DCAA Timekeeping – Overview of Requirements

The Defense Contracting Auditing Agency (DCAA) is a stickler for rules and Timekeeping is not an exception. The importance of DCAA timekeeping cannot be understated. The goal is simple — prevent fraud and waste; therefore, a good managerial eye and employee timekeeping system is necessary. What makes employee work hours so important is that there are often no paper trails. If you buy an item or some interaction that is needed to complete a government contract there is a receipt or some form of documentation that indicates what has been bought or has taken place. This is not the case when it comes to employee work hours.

Managers count on individual employees to keep track of work hours or some other internal system that provides documentation for hours worked.
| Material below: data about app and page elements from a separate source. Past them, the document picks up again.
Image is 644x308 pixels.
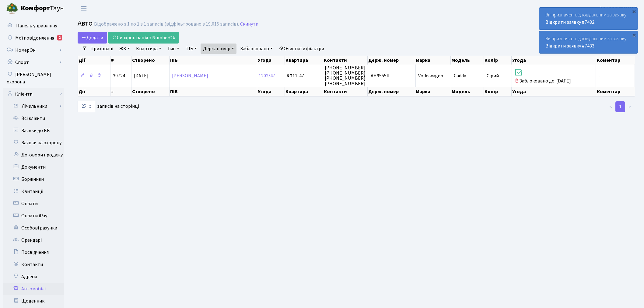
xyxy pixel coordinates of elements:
[596,56,635,64] th: Коментар
[172,72,208,79] a: [PERSON_NAME]
[77,18,92,28] span: Авто
[418,72,443,79] span: Volkswagen
[415,56,450,64] th: Марка
[3,234,64,246] a: Орендарі
[545,43,594,49] a: Відкрити заявку #7433
[170,56,257,64] th: ПІБ
[539,8,637,29] div: Ви призначені відповідальним за заявку
[3,173,64,185] a: Боржники
[3,258,64,270] a: Контакти
[596,87,635,96] th: Коментар
[3,270,64,282] a: Адреси
[131,56,170,64] th: Створено
[285,87,323,96] th: Квартира
[370,72,389,79] span: АН9555ІІ
[3,149,64,161] a: Договори продажу
[77,32,107,43] a: Додати
[3,56,64,68] a: Спорт
[487,72,499,79] span: Сірий
[88,43,116,54] a: Приховані
[600,5,636,12] b: [PERSON_NAME]
[94,21,239,27] div: Відображено з 1 по 1 з 1 записів (відфільтровано з 19,015 записів).
[113,72,125,79] span: 39724
[16,22,57,29] span: Панель управління
[454,72,466,79] span: Caddy
[57,35,62,41] div: 2
[257,56,285,64] th: Угода
[82,34,103,41] span: Додати
[286,73,319,78] span: 11-47
[484,56,512,64] th: Колір
[450,56,484,64] th: Модель
[323,87,368,96] th: Контакти
[3,282,64,295] a: Автомобілі
[512,56,596,64] th: Угода
[631,32,637,38] div: ×
[165,43,182,54] a: Тип
[183,43,199,54] a: ПІБ
[615,101,625,112] a: 1
[133,43,164,54] a: Квартира
[77,101,139,112] label: записів на сторінці
[539,31,637,53] div: Ви призначені відповідальним за заявку
[77,101,95,112] select: записів на сторінці
[598,72,600,79] span: -
[415,87,450,96] th: Марка
[3,197,64,210] a: Оплати
[134,72,148,79] span: [DATE]
[323,56,368,64] th: Контакти
[514,68,593,85] span: Заблоковано до: [DATE]
[3,222,64,234] a: Особові рахунки
[78,87,111,96] th: Дії
[170,87,257,96] th: ПІБ
[21,3,64,14] span: Таун
[131,87,170,96] th: Створено
[108,32,179,43] a: Синхронізація з NumberOk
[286,72,293,79] b: КТ
[257,87,285,96] th: Угода
[259,72,275,79] a: 1202/47
[76,3,91,13] button: Переключити навігацію
[484,87,512,96] th: Колір
[200,43,236,54] a: Держ. номер
[3,246,64,258] a: Посвідчення
[3,161,64,173] a: Документи
[6,2,18,14] img: logo.png
[3,112,64,125] a: Всі клієнти
[3,88,64,100] a: Клієнти
[237,43,275,54] a: Заблоковано
[451,87,484,96] th: Модель
[3,185,64,197] a: Квитанції
[15,34,54,41] span: Мої повідомлення
[111,56,131,64] th: #
[285,56,323,64] th: Квартира
[3,137,64,149] a: Заявки на охорону
[7,100,64,112] a: Лічильники
[3,68,64,88] a: [PERSON_NAME] охорона
[21,3,50,13] b: Комфорт
[631,8,637,14] div: ×
[325,64,365,87] span: [PHONE_NUMBER] [PHONE_NUMBER] [PHONE_NUMBER] [PHONE_NUMBER]
[117,43,132,54] a: ЖК
[276,43,326,54] a: Очистити фільтри
[545,19,594,26] a: Відкрити заявку #7432
[3,295,64,307] a: Щоденник
[512,87,596,96] th: Угода
[368,56,415,64] th: Держ. номер
[368,87,415,96] th: Держ. номер
[3,20,64,32] a: Панель управління
[3,32,64,44] a: Мої повідомлення2
[78,56,111,64] th: Дії
[3,210,64,222] a: Оплати iPay
[3,44,64,56] a: НомерОк
[111,87,131,96] th: #
[240,21,258,27] a: Скинути
[600,5,636,12] a: [PERSON_NAME]
[3,125,64,137] a: Заявки до КК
However, employees make mistakes and may commit fraud and though an internal system may provide accurate hours worked it may not suffice or meet the standards required by the DCAA. If your company desires to win a contract or to maintain a good relationship with agencies that you seek to continue to do business with, you need to make sure your timekeeping efforts are up-to-par and meet DCAA requirements.

The DCAA requires that employee work hours be separated from other areas of the business to include payroll. Remember, employee hours and payroll are not seen as being within the same internal function. Also, those that are in charge of payroll should have no control over employee hours. This can be a testy area since there is the enticement to adjust hours to meet payroll abilities.

Additionally, the procedures for employees and the company in timekeeping should be thoroughly outlined with what is or is not allowed, easy to understand, and maintained. The maintaining of procedures and processes must be checked and verified to ensure that there has been no violation and to act as deterrence in attempts to use deceptive practices by all members of the organization.

Now, it may seem daunting to deal with such issues and some may even say it is aggressive, but it is the American public that must not be cheated or abused. Handle these issues like a professional; confer the standards in employee meetings and in employee manuals. Let it be known that government contracts are important to the company’s livelihood along with their own, make employees a partner in compliance and impress the auditors.